The immigrants from across the globe who made Park City their new home in the 19th century brought new languages, customs, and ideas with them. One of the most influential new communities who helped engineer Park City’s mining success were those immigrants from Cornwall, England, whose achievements include the invention and implementation of the Cornish pump used to siphon excess water from the dark, damp mines.
Cornish miners were also responsible for introducing Park City’s most iconic ghosts to the town’s collective imagination—the Tommy Knockers.
By most accounts, Tommy Knockers were the ghosts of miners killed on the job. According to the Cornish, their spirits remained trapped in the mines, and made their presence known by tapping on the walls underground. The sounds not only gave the ghosts their name, but also served as a warning to their still-living compatriots. Superstitious miners regarded the mysterious knocking as an omen of impending death, and often left work sites where they heard the sound—never to return.

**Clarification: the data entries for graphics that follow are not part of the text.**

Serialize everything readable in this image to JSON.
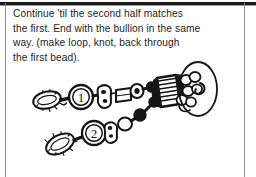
{
  "page": {
    "background_color": "#ffffff",
    "frame_color": "#1b1b1b",
    "frame_edge_color": "#8d8d8d",
    "ink_color": "#1d1d1d"
  },
  "instructions": {
    "lines": [
      "Continue 'til the second half matches",
      "the first. End with the bullion in the same",
      "way. (make loop, knot, back through",
      "the first bead)."
    ],
    "full_text": "Continue 'til the second half matches the first. End with the bullion in the same way. (make loop, knot, back through the first bead)."
  },
  "illustration": {
    "caption": "beaded-strand-diagram",
    "description": "Line drawing of two beaded strands joined at a coiled bullion with a large oval bead",
    "bead_labels": [
      "1",
      "2"
    ],
    "label_1": "1",
    "label_2": "2",
    "stroke_color": "#151515",
    "fill_color": "#ffffff"
  }
}
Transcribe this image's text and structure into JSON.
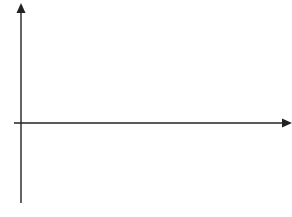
{
  "chart_data": {
    "type": "line",
    "title": "",
    "xlabel": "",
    "ylabel": "",
    "origin_label": "O",
    "x_ticks": [
      "1",
      "2",
      "3",
      "4",
      "5",
      "6",
      "7",
      "8",
      "9"
    ],
    "y_ticks": [
      "4",
      "3",
      "2",
      "1",
      "−1",
      "−2",
      "−3"
    ],
    "xlim": [
      0,
      9
    ],
    "ylim": [
      -3,
      4
    ],
    "grid": true,
    "series": [
      {
        "name": "curve",
        "x": [
          0,
          0.3,
          0.6,
          0.9,
          1.2,
          1.5,
          1.8,
          2.1,
          2.4,
          2.7,
          3.0,
          3.2,
          3.5,
          3.8,
          4.1,
          4.5,
          5.0,
          5.5,
          6.0,
          6.2,
          6.5,
          7.0,
          7.5,
          8.0,
          8.2,
          8.5,
          9.0
        ],
        "y": [
          0,
          1.6,
          2.6,
          2.95,
          3.0,
          2.7,
          1.7,
          0,
          -1.1,
          -1.75,
          -1.98,
          -2.0,
          -1.8,
          -1.1,
          0,
          0.9,
          1.55,
          1.88,
          2.0,
          2.0,
          1.95,
          1.7,
          1.15,
          0.4,
          0,
          -0.8,
          -1.7
        ]
      }
    ],
    "key_points": {
      "max_1": {
        "x": 1.2,
        "y": 3
      },
      "zero_1": {
        "x": 2.1,
        "y": 0
      },
      "min_1": {
        "x": 3.2,
        "y": -2
      },
      "zero_2": {
        "x": 4.1,
        "y": 0
      },
      "max_2": {
        "x": 6.2,
        "y": 2
      },
      "zero_3": {
        "x": 8.2,
        "y": 0
      },
      "end": {
        "x": 9,
        "y": -1.7
      }
    }
  }
}
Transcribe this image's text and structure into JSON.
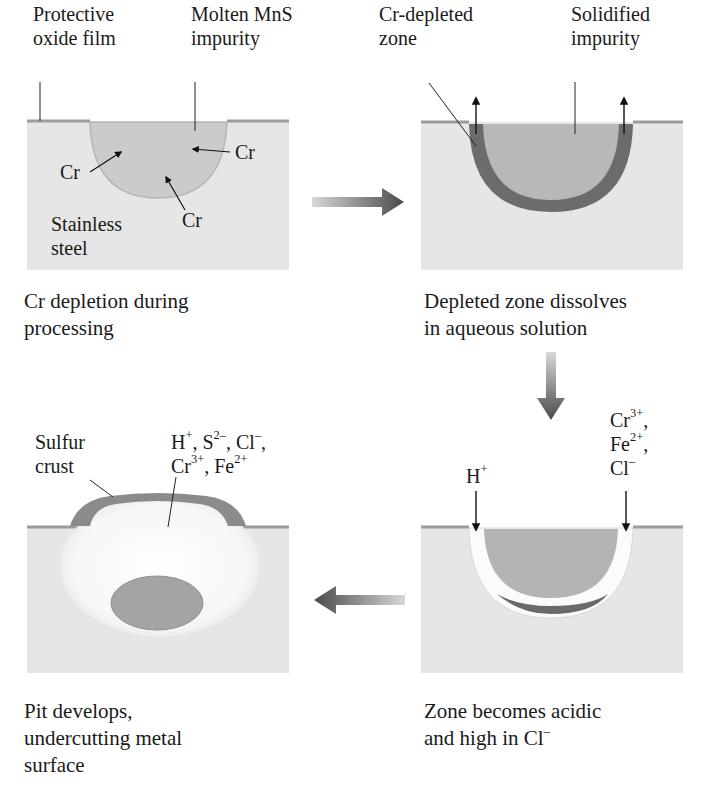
{
  "diagram": {
    "type": "process",
    "topic": "Pitting corrosion of stainless steel at MnS inclusion",
    "colors": {
      "steel": "#e6e6e6",
      "oxide_film": "#9c9c9c",
      "impurity": "#c9c9c9",
      "depleted_zone": "#6f6f6f",
      "arrow": "#555555",
      "pit": "#fafafa",
      "crust": "#8a8a8a"
    },
    "panels": [
      {
        "id": "step-1",
        "labels": {
          "film_line1": "Protective",
          "film_line2": "oxide film",
          "impurity_line1": "Molten MnS",
          "impurity_line2": "impurity",
          "cr_left": "Cr",
          "cr_right": "Cr",
          "cr_bottom": "Cr",
          "steel_line1": "Stainless",
          "steel_line2": "steel"
        },
        "caption_line1": "Cr depletion during",
        "caption_line2": "processing"
      },
      {
        "id": "step-2",
        "labels": {
          "zone_line1": "Cr-depleted",
          "zone_line2": "zone",
          "solid_line1": "Solidified",
          "solid_line2": "impurity"
        },
        "caption_line1": "Depleted zone dissolves",
        "caption_line2": "in aqueous solution"
      },
      {
        "id": "step-3",
        "labels": {
          "h_ion": "H",
          "h_charge": "+",
          "cr_ion": "Cr",
          "cr_charge": "3+",
          "fe_ion": "Fe",
          "fe_charge": "2+",
          "cl_ion": "Cl",
          "cl_charge": "–",
          "comma": ","
        },
        "caption_line1": "Zone becomes acidic",
        "caption_line2": "and high in Cl",
        "caption_charge": "–"
      },
      {
        "id": "step-4",
        "labels": {
          "crust_line1": "Sulfur",
          "crust_line2": "crust",
          "h": "H",
          "h_c": "+",
          "s": "S",
          "s_c": "2–",
          "cl": "Cl",
          "cl_c": "–",
          "cr": "Cr",
          "cr_c": "3+",
          "fe": "Fe",
          "fe_c": "2+",
          "sep": ", "
        },
        "caption_line1": "Pit develops,",
        "caption_line2": "undercutting metal",
        "caption_line3": "surface"
      }
    ],
    "flow": [
      "step-1 → step-2",
      "step-2 → step-3",
      "step-3 → step-4"
    ]
  }
}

Stories about the Tommy Knockers persisted in Utah well into the early 1900s. By the 1940s, however, the legends had more or less gone by the wayside. Some historians attribute the decline in belief to improvements in working conditions in the mines. The Tommy Knockers’ ominous tapping was drowned out by mucking machines, and any shades or shadows of fallen miners were chased away by electric lighting.[1]
No matter whether or not Tommy Knockers truly haunted Park City’s mines, they captured the imaginations of Cornish miners and their new American friends, who went so far as to immortalize them in stories and songs passed down from generation to generation. The excerpt below is from a Cornish folk ballad simply titled, “Tommy Knockers.” The words illustrate the mischievous spirits’ origins, and demonstrate just how seriously the living heeded their warnings.
It’s their tap, tap
like sounds of tiny liners,
Just a tap, tap, tap from souls
of dead miners.
For they’re locked in the rock wall
Those who found death down there,
An’ ‘tis the tap, tap of tiny picks
Which makes on end stand our ’air.
So we’ll leave the ’aunted place
For we won’t work where they be,
An’ wherever we ’ear their knockin’,
We sure will always flee.
For it means whoever ’ears it
Will be the next in line,
For the tap, tap, tap of the Knockers
is a last an’ awful sign!
To learn more about life underground in Park City, visit the Park City Museum. Be sure to mark your calendar for our next upcoming Local Free Day on November 12, made possible through the generous support of David Hoffenberg!
[1] Ronald M. James, “Knockers, Knackers, and Ghosts: Immigrant Folklore in the Western Mines,” Western Folklore 51 no.2 (1992),170.